_Exercise_.
Every entry in this listing should be written out exactly.

_Given records_.

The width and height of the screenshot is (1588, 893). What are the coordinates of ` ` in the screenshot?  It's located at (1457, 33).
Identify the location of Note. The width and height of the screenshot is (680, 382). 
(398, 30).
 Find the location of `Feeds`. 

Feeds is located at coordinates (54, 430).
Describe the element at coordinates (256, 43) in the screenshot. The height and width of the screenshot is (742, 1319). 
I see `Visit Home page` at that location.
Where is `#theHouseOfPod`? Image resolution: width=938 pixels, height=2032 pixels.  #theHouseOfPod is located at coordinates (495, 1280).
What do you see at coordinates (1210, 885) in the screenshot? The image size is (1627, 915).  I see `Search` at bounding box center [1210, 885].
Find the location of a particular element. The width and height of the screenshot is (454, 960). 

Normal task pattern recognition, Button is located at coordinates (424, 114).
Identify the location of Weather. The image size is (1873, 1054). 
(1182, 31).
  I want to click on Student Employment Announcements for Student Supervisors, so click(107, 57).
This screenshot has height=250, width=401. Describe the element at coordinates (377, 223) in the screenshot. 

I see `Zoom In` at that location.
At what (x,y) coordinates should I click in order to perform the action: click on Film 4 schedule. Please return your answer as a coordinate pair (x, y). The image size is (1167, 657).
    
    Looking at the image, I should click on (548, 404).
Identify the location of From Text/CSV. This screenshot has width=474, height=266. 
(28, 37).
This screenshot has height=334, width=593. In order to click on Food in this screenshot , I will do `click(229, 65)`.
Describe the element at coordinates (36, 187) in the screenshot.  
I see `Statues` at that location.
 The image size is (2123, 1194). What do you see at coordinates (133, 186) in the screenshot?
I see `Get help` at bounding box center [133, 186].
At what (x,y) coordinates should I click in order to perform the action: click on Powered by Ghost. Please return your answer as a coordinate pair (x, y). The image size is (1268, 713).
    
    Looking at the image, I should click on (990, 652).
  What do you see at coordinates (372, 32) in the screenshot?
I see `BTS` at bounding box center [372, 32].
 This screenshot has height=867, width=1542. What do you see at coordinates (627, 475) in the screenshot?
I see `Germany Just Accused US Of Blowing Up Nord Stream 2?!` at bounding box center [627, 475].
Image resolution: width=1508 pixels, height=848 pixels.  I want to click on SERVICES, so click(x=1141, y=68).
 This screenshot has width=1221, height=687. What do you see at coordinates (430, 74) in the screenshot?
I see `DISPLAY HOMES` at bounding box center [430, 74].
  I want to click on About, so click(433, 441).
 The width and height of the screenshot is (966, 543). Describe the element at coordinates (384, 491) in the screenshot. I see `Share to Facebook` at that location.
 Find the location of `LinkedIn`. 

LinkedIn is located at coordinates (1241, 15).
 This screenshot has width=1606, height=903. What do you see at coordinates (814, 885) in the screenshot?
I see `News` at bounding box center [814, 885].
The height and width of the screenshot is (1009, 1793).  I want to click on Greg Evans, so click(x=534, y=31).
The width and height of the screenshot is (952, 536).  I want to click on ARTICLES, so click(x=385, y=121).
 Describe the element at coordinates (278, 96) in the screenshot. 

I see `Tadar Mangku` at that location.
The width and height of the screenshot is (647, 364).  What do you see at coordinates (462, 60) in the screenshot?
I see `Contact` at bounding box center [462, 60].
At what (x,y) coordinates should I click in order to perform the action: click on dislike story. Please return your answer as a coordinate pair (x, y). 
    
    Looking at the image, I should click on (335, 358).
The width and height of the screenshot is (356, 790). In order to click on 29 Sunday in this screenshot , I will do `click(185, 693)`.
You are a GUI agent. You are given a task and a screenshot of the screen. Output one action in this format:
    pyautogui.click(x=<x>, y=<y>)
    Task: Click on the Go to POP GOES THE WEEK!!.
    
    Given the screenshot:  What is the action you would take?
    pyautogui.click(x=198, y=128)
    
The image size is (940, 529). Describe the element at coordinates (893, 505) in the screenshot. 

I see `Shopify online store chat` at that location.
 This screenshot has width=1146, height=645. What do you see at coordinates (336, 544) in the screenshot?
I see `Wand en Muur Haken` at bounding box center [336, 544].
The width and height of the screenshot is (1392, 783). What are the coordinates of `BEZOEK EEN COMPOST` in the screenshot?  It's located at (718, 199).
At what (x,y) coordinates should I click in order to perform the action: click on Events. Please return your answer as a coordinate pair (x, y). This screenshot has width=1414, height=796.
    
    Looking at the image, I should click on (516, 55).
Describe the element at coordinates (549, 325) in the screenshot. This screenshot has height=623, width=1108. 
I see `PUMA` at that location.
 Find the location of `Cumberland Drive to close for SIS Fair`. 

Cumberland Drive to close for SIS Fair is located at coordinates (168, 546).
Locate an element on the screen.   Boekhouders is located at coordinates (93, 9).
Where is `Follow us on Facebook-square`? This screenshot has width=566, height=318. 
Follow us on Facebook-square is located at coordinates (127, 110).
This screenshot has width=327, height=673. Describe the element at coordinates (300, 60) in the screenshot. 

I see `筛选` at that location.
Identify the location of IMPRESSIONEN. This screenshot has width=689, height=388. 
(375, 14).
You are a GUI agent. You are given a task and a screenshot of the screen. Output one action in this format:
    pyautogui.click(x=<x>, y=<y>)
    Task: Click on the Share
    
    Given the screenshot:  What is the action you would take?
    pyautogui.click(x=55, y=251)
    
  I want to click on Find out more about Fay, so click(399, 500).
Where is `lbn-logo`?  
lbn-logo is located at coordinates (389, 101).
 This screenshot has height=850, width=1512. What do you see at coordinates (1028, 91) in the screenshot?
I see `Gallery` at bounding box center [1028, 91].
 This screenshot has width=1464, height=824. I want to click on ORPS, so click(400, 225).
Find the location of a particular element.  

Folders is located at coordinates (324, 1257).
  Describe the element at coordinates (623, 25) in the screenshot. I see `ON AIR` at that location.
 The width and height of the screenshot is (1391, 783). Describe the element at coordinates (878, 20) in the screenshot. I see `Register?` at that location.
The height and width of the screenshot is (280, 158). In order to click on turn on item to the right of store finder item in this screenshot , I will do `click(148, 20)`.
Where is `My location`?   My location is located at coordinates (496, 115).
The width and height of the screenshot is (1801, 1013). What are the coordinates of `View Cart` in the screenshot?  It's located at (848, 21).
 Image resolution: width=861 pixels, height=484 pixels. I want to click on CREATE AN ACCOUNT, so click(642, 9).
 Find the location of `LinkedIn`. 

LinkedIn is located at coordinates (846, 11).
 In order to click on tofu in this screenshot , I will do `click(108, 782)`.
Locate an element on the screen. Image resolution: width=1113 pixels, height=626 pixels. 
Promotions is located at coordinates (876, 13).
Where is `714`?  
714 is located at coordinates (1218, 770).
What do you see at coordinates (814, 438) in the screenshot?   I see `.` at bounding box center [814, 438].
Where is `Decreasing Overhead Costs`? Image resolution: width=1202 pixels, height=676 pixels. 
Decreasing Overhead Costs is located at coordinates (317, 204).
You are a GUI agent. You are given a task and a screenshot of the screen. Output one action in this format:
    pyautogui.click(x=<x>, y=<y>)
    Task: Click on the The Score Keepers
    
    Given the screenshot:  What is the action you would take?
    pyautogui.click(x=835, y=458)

_Reply_.
The width and height of the screenshot is (1588, 893). What are the coordinates of ` ` in the screenshot?  It's located at (1457, 33).
Identify the location of Note. The width and height of the screenshot is (680, 382). 
(398, 30).
 Find the location of `Feeds`. 

Feeds is located at coordinates (54, 430).
Describe the element at coordinates (256, 43) in the screenshot. The height and width of the screenshot is (742, 1319). 
I see `Visit Home page` at that location.
Where is `#theHouseOfPod`? Image resolution: width=938 pixels, height=2032 pixels.  #theHouseOfPod is located at coordinates (495, 1280).
What do you see at coordinates (1210, 885) in the screenshot? The image size is (1627, 915).  I see `Search` at bounding box center [1210, 885].
Find the location of a particular element. The width and height of the screenshot is (454, 960). 

Normal task pattern recognition, Button is located at coordinates (424, 114).
Identify the location of Weather. The image size is (1873, 1054). 
(1182, 31).
  I want to click on Student Employment Announcements for Student Supervisors, so click(107, 57).
This screenshot has height=250, width=401. Describe the element at coordinates (377, 223) in the screenshot. 

I see `Zoom In` at that location.
At what (x,y) coordinates should I click in order to perform the action: click on Film 4 schedule. Please return your answer as a coordinate pair (x, y). The image size is (1167, 657).
    
    Looking at the image, I should click on (548, 404).
Identify the location of From Text/CSV. This screenshot has width=474, height=266. 
(28, 37).
This screenshot has height=334, width=593. In order to click on Food in this screenshot , I will do `click(229, 65)`.
Describe the element at coordinates (36, 187) in the screenshot.  
I see `Statues` at that location.
 The image size is (2123, 1194). What do you see at coordinates (133, 186) in the screenshot?
I see `Get help` at bounding box center [133, 186].
At what (x,y) coordinates should I click in order to perform the action: click on Powered by Ghost. Please return your answer as a coordinate pair (x, y). The image size is (1268, 713).
    
    Looking at the image, I should click on (990, 652).
  What do you see at coordinates (372, 32) in the screenshot?
I see `BTS` at bounding box center [372, 32].
 This screenshot has height=867, width=1542. What do you see at coordinates (627, 475) in the screenshot?
I see `Germany Just Accused US Of Blowing Up Nord Stream 2?!` at bounding box center [627, 475].
Image resolution: width=1508 pixels, height=848 pixels.  I want to click on SERVICES, so click(x=1141, y=68).
 This screenshot has width=1221, height=687. What do you see at coordinates (430, 74) in the screenshot?
I see `DISPLAY HOMES` at bounding box center [430, 74].
  I want to click on About, so click(433, 441).
 The width and height of the screenshot is (966, 543). Describe the element at coordinates (384, 491) in the screenshot. I see `Share to Facebook` at that location.
 Find the location of `LinkedIn`. 

LinkedIn is located at coordinates (1241, 15).
 This screenshot has width=1606, height=903. What do you see at coordinates (814, 885) in the screenshot?
I see `News` at bounding box center [814, 885].
The height and width of the screenshot is (1009, 1793).  I want to click on Greg Evans, so click(x=534, y=31).
The width and height of the screenshot is (952, 536).  I want to click on ARTICLES, so click(x=385, y=121).
 Describe the element at coordinates (278, 96) in the screenshot. 

I see `Tadar Mangku` at that location.
The width and height of the screenshot is (647, 364).  What do you see at coordinates (462, 60) in the screenshot?
I see `Contact` at bounding box center [462, 60].
At what (x,y) coordinates should I click in order to perform the action: click on dislike story. Please return your answer as a coordinate pair (x, y). 
    
    Looking at the image, I should click on (335, 358).
The width and height of the screenshot is (356, 790). In order to click on 29 Sunday in this screenshot , I will do `click(185, 693)`.
You are a GUI agent. You are given a task and a screenshot of the screen. Output one action in this format:
    pyautogui.click(x=<x>, y=<y>)
    Task: Click on the Go to POP GOES THE WEEK!!.
    
    Given the screenshot:  What is the action you would take?
    pyautogui.click(x=198, y=128)
    
The image size is (940, 529). Describe the element at coordinates (893, 505) in the screenshot. 

I see `Shopify online store chat` at that location.
 This screenshot has width=1146, height=645. What do you see at coordinates (336, 544) in the screenshot?
I see `Wand en Muur Haken` at bounding box center [336, 544].
The width and height of the screenshot is (1392, 783). What are the coordinates of `BEZOEK EEN COMPOST` in the screenshot?  It's located at (718, 199).
At what (x,y) coordinates should I click in order to perform the action: click on Events. Please return your answer as a coordinate pair (x, y). This screenshot has width=1414, height=796.
    
    Looking at the image, I should click on (516, 55).
Describe the element at coordinates (549, 325) in the screenshot. This screenshot has height=623, width=1108. 
I see `PUMA` at that location.
 Find the location of `Cumberland Drive to close for SIS Fair`. 

Cumberland Drive to close for SIS Fair is located at coordinates (168, 546).
Locate an element on the screen.   Boekhouders is located at coordinates (93, 9).
Where is `Follow us on Facebook-square`? This screenshot has width=566, height=318. 
Follow us on Facebook-square is located at coordinates (127, 110).
This screenshot has width=327, height=673. Describe the element at coordinates (300, 60) in the screenshot. 

I see `筛选` at that location.
Identify the location of IMPRESSIONEN. This screenshot has width=689, height=388. 
(375, 14).
You are a GUI agent. You are given a task and a screenshot of the screen. Output one action in this format:
    pyautogui.click(x=<x>, y=<y>)
    Task: Click on the Share
    
    Given the screenshot:  What is the action you would take?
    pyautogui.click(x=55, y=251)
    
  I want to click on Find out more about Fay, so click(399, 500).
Where is `lbn-logo`?  
lbn-logo is located at coordinates (389, 101).
 This screenshot has height=850, width=1512. What do you see at coordinates (1028, 91) in the screenshot?
I see `Gallery` at bounding box center [1028, 91].
 This screenshot has width=1464, height=824. I want to click on ORPS, so click(400, 225).
Find the location of a particular element.  

Folders is located at coordinates (324, 1257).
  Describe the element at coordinates (623, 25) in the screenshot. I see `ON AIR` at that location.
 The width and height of the screenshot is (1391, 783). Describe the element at coordinates (878, 20) in the screenshot. I see `Register?` at that location.
The height and width of the screenshot is (280, 158). In order to click on turn on item to the right of store finder item in this screenshot , I will do `click(148, 20)`.
Where is `My location`?   My location is located at coordinates (496, 115).
The width and height of the screenshot is (1801, 1013). What are the coordinates of `View Cart` in the screenshot?  It's located at (848, 21).
 Image resolution: width=861 pixels, height=484 pixels. I want to click on CREATE AN ACCOUNT, so click(642, 9).
 Find the location of `LinkedIn`. 

LinkedIn is located at coordinates (846, 11).
 In order to click on tofu in this screenshot , I will do `click(108, 782)`.
Locate an element on the screen. Image resolution: width=1113 pixels, height=626 pixels. 
Promotions is located at coordinates (876, 13).
Where is `714`?  
714 is located at coordinates (1218, 770).
What do you see at coordinates (814, 438) in the screenshot?   I see `.` at bounding box center [814, 438].
Where is `Decreasing Overhead Costs`? Image resolution: width=1202 pixels, height=676 pixels. 
Decreasing Overhead Costs is located at coordinates (317, 204).
You are a GUI agent. You are given a task and a screenshot of the screen. Output one action in this format:
    pyautogui.click(x=<x>, y=<y>)
    Task: Click on the The Score Keepers
    
    Given the screenshot:  What is the action you would take?
    pyautogui.click(x=835, y=458)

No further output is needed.